Ramadan: its meaning and relevance

Features Mary Eastham2 August 2012 With the month of Muslim spiritual and bodily purification that is Ramadan starting late in July this year, the Palmerston North Interfaith Group came together…

Features

Mary Eastham
2 August 2012

altWith the month of Muslim spiritual and bodily purification that is Ramadan starting late in July this year, the Palmerston North Interfaith Group came together on July 9 to hear Dr Ibrahim Al-Bahadly of Massey University bring greater understanding of the practice.

Ramadan is to Muslims what Lent is to Catholics – a time of intense prayer, fasting and charity to purify our inner lives and renew our relationship with God (Allah in Arabic). It is the ninth month of the Islamic calendar, and began on July 20.
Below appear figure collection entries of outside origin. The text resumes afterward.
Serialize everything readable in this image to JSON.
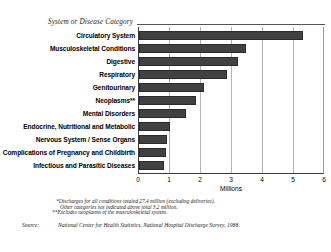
{
  "chart_data": {
    "type": "bar",
    "orientation": "horizontal",
    "title": "",
    "category_axis_title": "System or Disease Category",
    "xlabel": "Millions",
    "ylabel": "",
    "xlim": [
      0,
      6
    ],
    "xticks": [
      0,
      1,
      2,
      3,
      4,
      5,
      6
    ],
    "xticklabels": [
      "0",
      "1",
      "2",
      "3",
      "4",
      "5",
      "6"
    ],
    "grid": "vertical",
    "legend": "none",
    "bar_color": "#414141",
    "categories": [
      "Circulatory System",
      "Musculoskeletal Conditions",
      "Digestive",
      "Respiratory",
      "Genitourinary",
      "Neoplasms**",
      "Mental Disorders",
      "Endocrine, Nutritional and Metabolic",
      "Nervous System / Sense Organs",
      "Complications of Pregnancy and Childbirth",
      "Infectious and Parasitic Diseases"
    ],
    "values": [
      5.3,
      3.45,
      3.2,
      2.85,
      2.1,
      1.85,
      1.5,
      1.0,
      0.9,
      0.87,
      0.8
    ]
  },
  "notes": {
    "footnote_1": "*Discharges for all conditions totaled 27.4 million (excluding deliveries).",
    "footnote_2": "Other categories not indicated above total 3.2 million.",
    "footnote_3": "**Excludes neoplasms of the musculoskeletal system.",
    "source_label": "Source:",
    "source_text": "National Center for Health Statistics, National Hospital Discharge Survey, 1988."
  }
}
The fast consists of total abstinence from food and drink from dawn to dusk and gives Muslims an opportunity to cultivate the desire to turn away from sin and embrace a life of virtue.
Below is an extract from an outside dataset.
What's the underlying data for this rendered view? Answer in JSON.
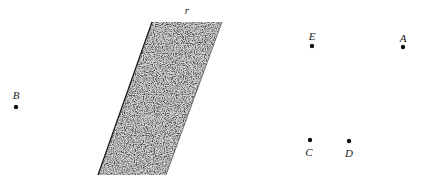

Virtues encouraged in Muslims are familiar to Catholics and include forgiveness, gratitude, moderation and restraint, charity, courage and fortitude, concentration, will power, self control.
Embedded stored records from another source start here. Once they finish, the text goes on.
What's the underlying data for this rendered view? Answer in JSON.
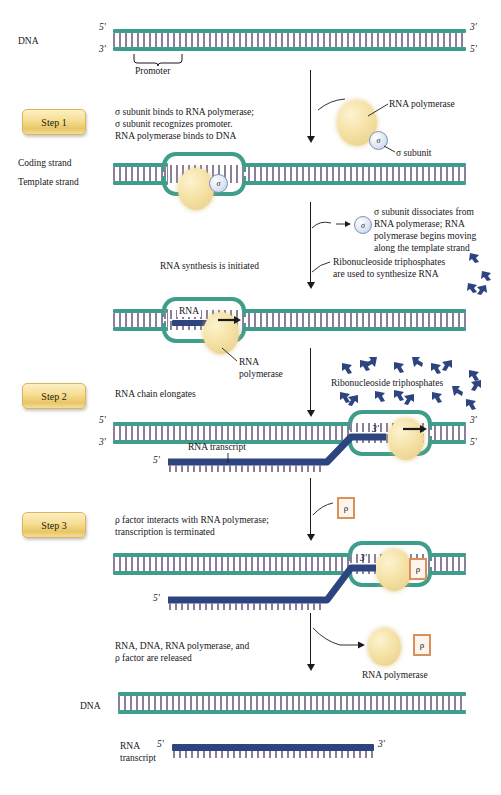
{
  "figure": {
    "colors": {
      "dna_strand": "#3f9d8c",
      "base_pair": "#8d7f9c",
      "rna": "#2d4480",
      "polymerase": "#f4e1a4",
      "sigma": "#c9d6ec",
      "rho_border": "#d8915a",
      "step_badge": "#f0d487"
    }
  },
  "steps": {
    "step1": "Step 1",
    "step2": "Step 2",
    "step3": "Step 3"
  },
  "labels": {
    "dna_top": "DNA",
    "dna_bottom": "DNA",
    "promoter": "Promoter",
    "coding_strand": "Coding strand",
    "template_strand": "Template strand",
    "rna_polymerase": "RNA polymerase",
    "rna_polymerase_2line": "RNA\npolymerase",
    "sigma_subunit": "σ subunit",
    "sigma_glyph": "σ",
    "rho_glyph": "ρ",
    "rna": "RNA",
    "rna_transcript": "RNA transcript",
    "rna_transcript_2line": "RNA\ntranscript",
    "ribonucleoside_triphosphates": "Ribonucleoside triphosphates",
    "five_prime": "5′",
    "three_prime": "3′"
  },
  "annotations": {
    "step1_text": "σ subunit binds to RNA polymerase;\nσ subunit recognizes promoter.\nRNA polymerase binds to DNA",
    "sigma_dissociates": "σ subunit dissociates from\nRNA polymerase; RNA\npolymerase begins moving\nalong the template strand",
    "rna_synthesis_initiated": "RNA synthesis is initiated",
    "ntp_used": "Ribonucleoside triphosphates\nare used to synthesize RNA",
    "rna_chain_elongates": "RNA chain elongates",
    "step3_text": "ρ factor interacts with RNA polymerase;\ntranscription is terminated",
    "released_text": "RNA, DNA, RNA polymerase, and\nρ factor are released"
  }
}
A further link with Catholicism and its social teaching is in the focus on social justice that Muslims observe during Ramadan.

Individual acts of charity on behalf of marginalised people are important, but they are mere bandaids on the open wound of poverty and unemployment – both social evils caused by economic and political policies which favour the interests of the wealthy.

Overconsumption and Starvation
The rigorous fasting expected of healthy Muslims and the fact that this discipline is joyfully accepted and scrupulously observed so as not to damage health, calls into question the current obsession in ‘developed’ countries with food, not to mention the fallout from overindulgence.

Images of food – fast food, gourmet food, cooking programmes – dominate the media.
These can often be seen juxtaposed with photos of malnourished men, women and children from the Third World. Such images reveal the structural nature of both overconsumption, a creature of the advertising industry, and the destitution which is the result of unsustainable development policies. Such policies based on first world economic models have not created just and egalitarian societies in the third world. Far from it!

A Muslim brother from Pakistan remarked that abstaining from water during Ramadan always reminded him that water was sacred, because having access to fresh water meant the difference between life and death for many people.

In desert countries and countries like Pakistan with rugged mountains and vast plains, water means life and survival, as well as being cleansing and refreshing. No wonder it is a sacred symbol in many faith traditions.

Interfaith events often facilitate extraordinary encounters among people from different cultures and faith traditions. The interfaith event in Massey University’s Te Waiora Centre brought together Muslims from Iraq, Pakistan and Sudan, Christians (Catholic, Anglican and Presbyterian) from England, Ireland, New Zealand and the United States and our Sikh brother, Jaspreet Singh from India.

Dr Al-Bahadly comes from the cradle of Western civilization and the birthplace of writing and law, Iraq. He lectures in the School of Engineering and Advanced Technology at Massey.

Mary Eastham is a member of the New Zealand Bishops Committee for Interfaith Relations, a member of St. Brigid’s parish in Feilding and chairperson of the Palmerston North Interfaith Group.

Image: Standing: Dr Ibrahim Al-Bahadly from Iraq is fifth from the right, Jeff Bignall from St Brigid’s parish Feilding far right on the end.
Seated: Mike Christensen, Presbyterian, Alison Stewart, Rev Gordon Hall, Presbyterian, Susie Logan OP and Cecily Finucane RSM from St Mary’s parish, Palmerston North, Debs Radley, Presbyterian
Leadership team of the Interfaith group are: Bob Skipp, Presbyterian, last row, second from left; Jaspreet Singh from India, Sikh, first row standing, second from left; Peter MacGillivray, Presbyterian, third from left.
Among the Muslim brothers whose presence made the evening so special are: Abdur Rehman Cheema from Pakistan, next to Peter, first row standing, and Saad Al-Harran from Iraq, back row, third from the left.